Neon lights to rowdy businesses switched on, cars weaved between each other as their brights flashed, and vast buildings stacked atop each other lit up in the strangest patterns depending on who sat at home.

And just like that, the Diabolic Oasis had come to life, sparkling under the moon’s beautiful light.

Mora’s city didn’t look anything like an oasis. Well, if the snow surrounding the veiled city served as a sandy substitute, I supposed the resemblance wouldn’t be too far off if it weren’t for all the tech and plant life.

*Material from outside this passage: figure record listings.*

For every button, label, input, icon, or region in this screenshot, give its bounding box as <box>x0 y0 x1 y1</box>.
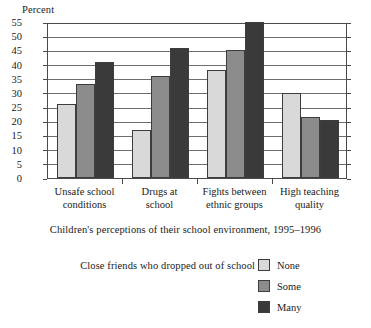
y-tick-mark-right-10 <box>347 150 351 151</box>
bar <box>170 48 189 178</box>
y-tick-mark-left-0 <box>43 179 47 180</box>
legend-label-many: Many <box>277 302 302 313</box>
x-axis-label-line: High teaching <box>255 186 365 199</box>
x-axis-label: High teachingquality <box>255 186 365 211</box>
y-tick-label-20: 20 <box>0 117 22 127</box>
y-tick-label-0: 0 <box>0 174 22 184</box>
y-tick-label-25: 25 <box>0 103 22 113</box>
y-tick-mark-left-45 <box>43 51 47 52</box>
bar-series-container <box>48 23 346 178</box>
bar <box>132 130 151 178</box>
legend-title: Close friends who dropped out of school <box>80 260 255 271</box>
bar-group <box>207 23 264 178</box>
bar <box>226 50 245 178</box>
y-tick-mark-left-25 <box>43 108 47 109</box>
y-tick-label-15: 15 <box>0 131 22 141</box>
bar <box>95 62 114 178</box>
y-tick-label-45: 45 <box>0 46 22 56</box>
y-tick-mark-right-25 <box>347 108 351 109</box>
bar <box>320 120 339 178</box>
y-tick-label-50: 50 <box>0 32 22 42</box>
chart-caption: Children's perceptions of their school e… <box>0 224 371 235</box>
y-tick-label-55: 55 <box>0 18 22 28</box>
y-tick-mark-right-5 <box>347 164 351 165</box>
legend-swatch-many <box>258 301 270 313</box>
y-tick-mark-right-50 <box>347 37 351 38</box>
y-tick-mark-right-0 <box>347 179 351 180</box>
x-tick-mark <box>197 179 198 184</box>
y-tick-label-35: 35 <box>0 75 22 85</box>
legend-swatch-some <box>258 280 270 292</box>
bar-group <box>282 23 339 178</box>
bar <box>151 76 170 178</box>
bar-group <box>132 23 189 178</box>
y-tick-mark-left-10 <box>43 150 47 151</box>
bar <box>245 22 264 178</box>
y-tick-mark-left-5 <box>43 164 47 165</box>
y-tick-mark-right-45 <box>347 51 351 52</box>
legend-label-some: Some <box>277 281 301 292</box>
y-tick-label-40: 40 <box>0 61 22 71</box>
y-tick-mark-left-35 <box>43 79 47 80</box>
y-tick-label-5: 5 <box>0 160 22 170</box>
bar <box>57 104 76 178</box>
y-tick-mark-left-40 <box>43 65 47 66</box>
bar <box>76 84 95 178</box>
y-tick-mark-right-35 <box>347 79 351 80</box>
legend-label-none: None <box>277 260 300 271</box>
y-tick-mark-right-55 <box>347 23 351 24</box>
bar <box>282 93 301 178</box>
bar-chart-figure: Percent Children's perceptions of their … <box>0 0 371 328</box>
y-tick-mark-right-40 <box>347 65 351 66</box>
x-tick-mark <box>122 179 123 184</box>
bar <box>207 70 226 178</box>
y-tick-mark-right-30 <box>347 93 351 94</box>
y-tick-mark-left-55 <box>43 23 47 24</box>
y-tick-mark-left-50 <box>43 37 47 38</box>
x-tick-mark <box>272 179 273 184</box>
y-tick-label-10: 10 <box>0 146 22 156</box>
y-tick-label-30: 30 <box>0 89 22 99</box>
y-axis-title: Percent <box>22 4 54 16</box>
legend-row: Some <box>0 279 371 300</box>
x-axis-label-line: quality <box>255 199 365 212</box>
plot-area <box>47 23 347 179</box>
y-tick-mark-right-20 <box>347 122 351 123</box>
legend-row: Many <box>0 300 371 321</box>
legend-swatch-none <box>258 259 270 271</box>
y-tick-mark-right-15 <box>347 136 351 137</box>
chart-legend: Close friends who dropped out of schoolN… <box>0 258 371 321</box>
bar <box>301 117 320 178</box>
y-tick-mark-left-20 <box>43 122 47 123</box>
y-tick-mark-left-15 <box>43 136 47 137</box>
bar-group <box>57 23 114 178</box>
legend-row: Close friends who dropped out of schoolN… <box>0 258 371 279</box>
y-tick-mark-left-30 <box>43 93 47 94</box>
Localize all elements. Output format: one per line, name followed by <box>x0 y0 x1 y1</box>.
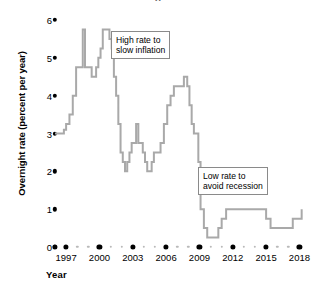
annotation-low-rate: Low rate to avoid recession <box>198 167 268 195</box>
overnight-rate-line <box>55 29 302 237</box>
annotation-high-rate: High rate to slow inflation <box>111 31 170 59</box>
chart-container: g Overnight rate (percent per year) 0123… <box>0 0 313 290</box>
x-axis-title: Year <box>46 269 67 280</box>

I stretched my wings wide, enjoying the cool evening breeze against my dark gray feathers. Even if artificially created. This dimension, while and isolated temporal fold, worked exactly like the mortal realm thanks to the spell craft put in place to make it tick-tock on the same scheduled clock as the mortal world along with the technology meant to keep everything synced with the rest of society.

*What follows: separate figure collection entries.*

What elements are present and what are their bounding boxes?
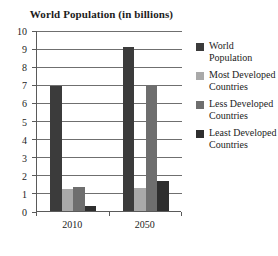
legend-label: Most Developed Countries [209, 69, 278, 92]
legend-label: Less Developed Countries [209, 98, 278, 121]
legend-item: Less Developed Countries [196, 98, 278, 121]
y-tick-mark [32, 85, 36, 86]
bar [62, 189, 74, 211]
bar [123, 47, 135, 211]
legend-item: Least Developed Countries [196, 127, 278, 150]
y-tick-label: 7 [0, 80, 27, 91]
x-tick-mark [36, 212, 37, 216]
y-tick-mark [32, 157, 36, 158]
chart-figure: World Population (in billions) 012345678… [0, 0, 278, 256]
y-tick-label: 0 [0, 207, 27, 218]
bar [85, 206, 97, 211]
legend-swatch-icon [196, 101, 204, 109]
y-tick-mark [32, 193, 36, 194]
bar [146, 86, 158, 211]
y-tick-label: 4 [0, 134, 27, 145]
bar [134, 188, 146, 211]
bar [157, 181, 169, 211]
y-tick-mark [32, 103, 36, 104]
y-tick-label: 6 [0, 98, 27, 109]
y-tick-mark [32, 31, 36, 32]
bar [50, 86, 62, 211]
x-tick-mark [181, 212, 182, 216]
y-tick-label: 8 [0, 62, 27, 73]
legend-swatch-icon [196, 72, 204, 80]
y-tick-mark [32, 139, 36, 140]
legend-item: Most Developed Countries [196, 69, 278, 92]
gridline [37, 31, 182, 32]
y-tick-mark [32, 175, 36, 176]
y-tick-label: 9 [0, 44, 27, 55]
legend-swatch-icon [196, 43, 204, 51]
legend-item: World Population [196, 40, 278, 63]
y-tick-label: 10 [0, 26, 27, 37]
y-tick-label: 1 [0, 188, 27, 199]
chart-legend: World PopulationMost Developed Countries… [196, 40, 278, 156]
chart-title: World Population (in billions) [14, 8, 189, 20]
legend-swatch-icon [196, 130, 204, 138]
gridline [37, 49, 182, 50]
plot-area [36, 31, 181, 212]
legend-label: Least Developed Countries [209, 127, 278, 150]
y-tick-mark [32, 49, 36, 50]
y-tick-label: 3 [0, 152, 27, 163]
y-tick-mark [32, 121, 36, 122]
x-tick-label: 2050 [115, 219, 175, 230]
x-tick-mark [109, 212, 110, 216]
legend-label: World Population [209, 40, 278, 63]
y-tick-label: 5 [0, 116, 27, 127]
gridline [37, 67, 182, 68]
y-tick-mark [32, 67, 36, 68]
x-tick-label: 2010 [42, 219, 102, 230]
bar [73, 187, 85, 211]
y-tick-label: 2 [0, 170, 27, 181]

A society the Diabolic Oasis had intentionally removed itself from. And I certainly didn’t understand Mora’s obsession with time. It was dumb and boring and constraining. Schedules were ugly things that often got in the way of joy. I hated time. The idea of dealing with it forever. I shuddered.

Perhaps I could convince Wally to find a pocket portal dimension where we could simply be, no structure, no linear lines of day through night back to day, no million and one Xs to cross off a calendar of to-dos.

It was something I’d push for in a century or two once Wally had grown bored with his menial tasks as a shopkeeper of exotic antiquities. Speaking of menial tasks, I took a deep breath and unleashed a wave of telekinesis to wrap the packages in my grasp, and then I soared high into the sky and flew through the city.

I weaved between buildings wrapped in giant vines, plants sprouting flowers in every color, and roots that burrowed into concrete to claim a foundation. Despite the stranglehold the wildlife here had, it never slaughtered the city as it should to assert dominance.

Instead, it seemed nature and technology intermingled in this weird form of symbiosis, as Wally called it.